AI Courses in London: Why I Don't Run One (And What I Do Instead)

By Riz Pabani on 06-Feb-2026

AI Courses in London: Why I Don't Run One (And What I Do Instead)

If you search "AI courses London" right now, you'll get a wall of results. LSE has a 10-week programme for £2,400. BrainStation runs a 3-day bootcamp. The government's AI Skills Boost offers free group sessions.

There are MSc programmes, weekend workshops, corporate training packages, and a dozen online platforms competing for your attention.

I run none of those things.

I run 90-minute 1:1 AI training sessions. One person. One screen share. Tailored to whatever you actually do for a living. And having watched the "AI courses" market closely, I think most people looking for a course don't actually need one.

Here's why.

The Problem with Most AI Courses

Most AI courses in London teach the median. They have to. When you put 20 people in a room — a lawyer, a marketer, a product manager, and a photographer — the trainer can't go deep on any of them. So they teach the basics: what ChatGPT is, how to write a prompt, maybe a demo with Nano Banana Pro.

You walk out knowing slightly more than you did. But nothing specific to your work.

The longer courses are worse. A 10-week AI course covers material that changes every three weeks. By week six, the tools they taught in week two have been updated, deprecated, or replaced entirely. Claude Code didn't exist a year ago. Now it's one of the most important tools I show people. Any syllabus written last quarter is already missing it.

And the cost. A short course in London runs £500–2,500. An MSc is £15,000+. For most people (freelancers, small business owners, professionals who just want to use AI properly) that's a lot of money for a curriculum that's already out of date.

What People Actually Want When They Search "AI Courses"

I've trained over 50 people in the past year. Almost nobody comes to me asking for a structured syllabus. They come with a version of the same question:

"I know AI can do more than what I'm doing with it. I just don't know what."

They've used ChatGPT a few times. Maybe asked it to write an email. Maybe tried and failed to get it to do something useful for their job. They don't need 10 weeks of theory. They need someone to sit down with them, look at their actual work, and show them what's possible. Right now, with the tools that exist today.

That's a training session. Not a course.

How 90 Minutes Replaces a 10-Week Course

In a 1:1 session, I don't teach a curriculum. I teach you.

In the first 30 minutes, I explain how these tools actually work. Not the marketing version, the real version. I call them Autocomplete Machines, because that's what they are. Once you understand the mechanism, everything else makes sense: why they hallucinate, why your prompts fail, why giving them good context matters.

Then we spend 60 minutes building. Your prompts. Your workflows. Your actual problems.

A copywriter gets prompts that preserve their voice. A lawyer sees legal research tools pulling case law in real time. A recent client was leaving insurance to start a storage business. In one session we used deep research to assess locations and competitors, then built a marketing landing page with V0 before the 90 minutes were up. That's not a hypothetical. That's a Tuesday.

You walk away with a recording, a transcript, working prompts, and a clear understanding of which tools solve your specific problems. Not someone else's problems. Yours.

👉 See exactly what happens in a session

The Real Difference

Here's what it comes down to.

An AI course teaches you about AI tools in general.

A training session teaches you to use AI tools on your actual work.

Courses are backwards-looking. They're built from a syllabus someone wrote months ago, taught to a room of strangers, and assessed with exercises that have nothing to do with your job. They're fine if you want a certificate. They're not great if you want to be useful on Monday morning.

A session is forwards-looking. It starts with what you do, uses the tools that exist right now, and produces outputs you can use the same day.

And there's a cost difference too. A short course in London: £500–2,500. A 90-minute session with me is a fraction of that. You'll learn more in that 90 minutes than in three days of group training, because every minute is about your work.

When a Course Is the Right Choice

I'm not going to pretend a 90-minute session replaces everything.

If you want a formal qualification — an MSc in AI, a certification for your CV — you need a course. If you're learning to code machine learning models from scratch, that's a different kind of education entirely. And if you work in a team that needs everyone trained to the same baseline, a group programme makes sense.

But if you're a professional who wants to use AI properly in your day-to-day work, and you want that to happen this week rather than in three months, a course is the slow, expensive, generic route.

"I actually started with some courses, but they all started at transformers and very technical details on Large Language Models. I like that Riz can cover business context as well as anything technical, which is much more practical for running a large team in a corporate setting."

— Matthew P, Compliance Director

What to Do Next

If you've been looking at AI courses in London and thinking "this is a lot of time and money for something that might be out of date by the time I finish" — you're right.

Book a 90-minute session instead. I'll show you what matters for your specific work, with the tools that exist today, and you'll be using them by tomorrow.

90 minutes. In London or over Zoom.

👉 Schedule a call

Not sure yet? Message me. I'll tell you honestly whether a session makes sense for you — or whether you'd be better off with a course.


## WHAT YOU WILL DO
Copy out each line of the data below in which the string "KILOMETERS" appears.

## PROVIDED MATERIAL

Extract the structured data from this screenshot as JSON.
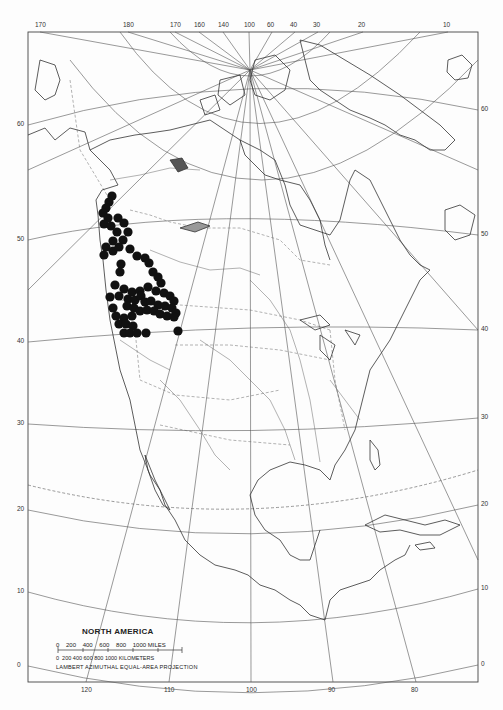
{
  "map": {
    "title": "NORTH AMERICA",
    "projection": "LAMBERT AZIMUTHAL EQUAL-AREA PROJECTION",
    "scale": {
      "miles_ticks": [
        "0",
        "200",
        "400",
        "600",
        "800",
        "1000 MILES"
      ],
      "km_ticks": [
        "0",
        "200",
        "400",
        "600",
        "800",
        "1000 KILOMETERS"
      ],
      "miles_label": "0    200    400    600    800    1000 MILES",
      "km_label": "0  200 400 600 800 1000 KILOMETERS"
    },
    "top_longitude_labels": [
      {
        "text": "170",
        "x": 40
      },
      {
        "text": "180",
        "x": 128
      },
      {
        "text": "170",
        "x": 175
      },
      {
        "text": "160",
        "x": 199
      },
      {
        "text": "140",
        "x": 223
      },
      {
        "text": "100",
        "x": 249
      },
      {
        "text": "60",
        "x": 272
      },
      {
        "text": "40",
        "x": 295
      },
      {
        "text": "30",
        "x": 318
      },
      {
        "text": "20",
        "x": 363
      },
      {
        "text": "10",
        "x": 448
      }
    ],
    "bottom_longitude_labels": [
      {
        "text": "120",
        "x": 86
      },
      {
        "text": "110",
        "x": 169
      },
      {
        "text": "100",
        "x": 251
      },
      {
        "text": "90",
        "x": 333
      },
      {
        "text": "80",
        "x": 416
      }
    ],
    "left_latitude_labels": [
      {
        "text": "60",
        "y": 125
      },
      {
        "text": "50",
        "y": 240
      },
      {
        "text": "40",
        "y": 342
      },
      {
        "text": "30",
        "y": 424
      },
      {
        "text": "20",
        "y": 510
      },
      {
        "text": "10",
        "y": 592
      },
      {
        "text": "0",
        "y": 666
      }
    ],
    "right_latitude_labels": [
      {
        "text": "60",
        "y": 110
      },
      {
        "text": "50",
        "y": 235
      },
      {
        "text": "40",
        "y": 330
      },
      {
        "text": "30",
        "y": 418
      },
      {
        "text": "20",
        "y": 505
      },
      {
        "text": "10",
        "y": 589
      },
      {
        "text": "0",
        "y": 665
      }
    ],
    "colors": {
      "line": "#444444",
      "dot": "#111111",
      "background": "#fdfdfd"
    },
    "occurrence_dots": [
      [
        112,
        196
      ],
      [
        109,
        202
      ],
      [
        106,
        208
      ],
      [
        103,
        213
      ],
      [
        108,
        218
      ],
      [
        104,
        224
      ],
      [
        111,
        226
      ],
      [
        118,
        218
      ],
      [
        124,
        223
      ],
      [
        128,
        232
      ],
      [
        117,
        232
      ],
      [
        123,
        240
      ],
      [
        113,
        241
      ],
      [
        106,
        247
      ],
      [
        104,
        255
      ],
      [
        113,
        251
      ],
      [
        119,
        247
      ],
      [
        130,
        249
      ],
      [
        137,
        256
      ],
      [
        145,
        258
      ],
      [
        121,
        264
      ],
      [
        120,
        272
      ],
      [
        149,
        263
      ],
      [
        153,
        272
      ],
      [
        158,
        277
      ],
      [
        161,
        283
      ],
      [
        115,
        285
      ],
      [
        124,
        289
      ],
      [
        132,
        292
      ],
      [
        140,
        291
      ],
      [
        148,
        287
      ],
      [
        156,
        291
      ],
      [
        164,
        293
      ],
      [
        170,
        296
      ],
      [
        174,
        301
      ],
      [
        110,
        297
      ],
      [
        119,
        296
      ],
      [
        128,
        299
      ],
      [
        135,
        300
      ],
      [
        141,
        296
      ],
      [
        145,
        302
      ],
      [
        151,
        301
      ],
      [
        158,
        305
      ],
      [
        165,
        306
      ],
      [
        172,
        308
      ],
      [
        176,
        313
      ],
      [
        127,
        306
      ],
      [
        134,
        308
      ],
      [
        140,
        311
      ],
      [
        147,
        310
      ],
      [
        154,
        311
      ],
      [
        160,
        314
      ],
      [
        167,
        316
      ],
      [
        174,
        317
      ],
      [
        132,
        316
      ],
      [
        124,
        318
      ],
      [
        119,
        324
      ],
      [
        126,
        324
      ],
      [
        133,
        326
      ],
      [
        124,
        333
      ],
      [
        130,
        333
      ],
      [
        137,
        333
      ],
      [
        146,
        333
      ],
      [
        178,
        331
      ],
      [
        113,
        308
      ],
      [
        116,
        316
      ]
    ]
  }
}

## TASK SOLUTION
        "1000 KILOMETERS"
      "km_label": "0  200 400 600 800 1000 KILOMETERS"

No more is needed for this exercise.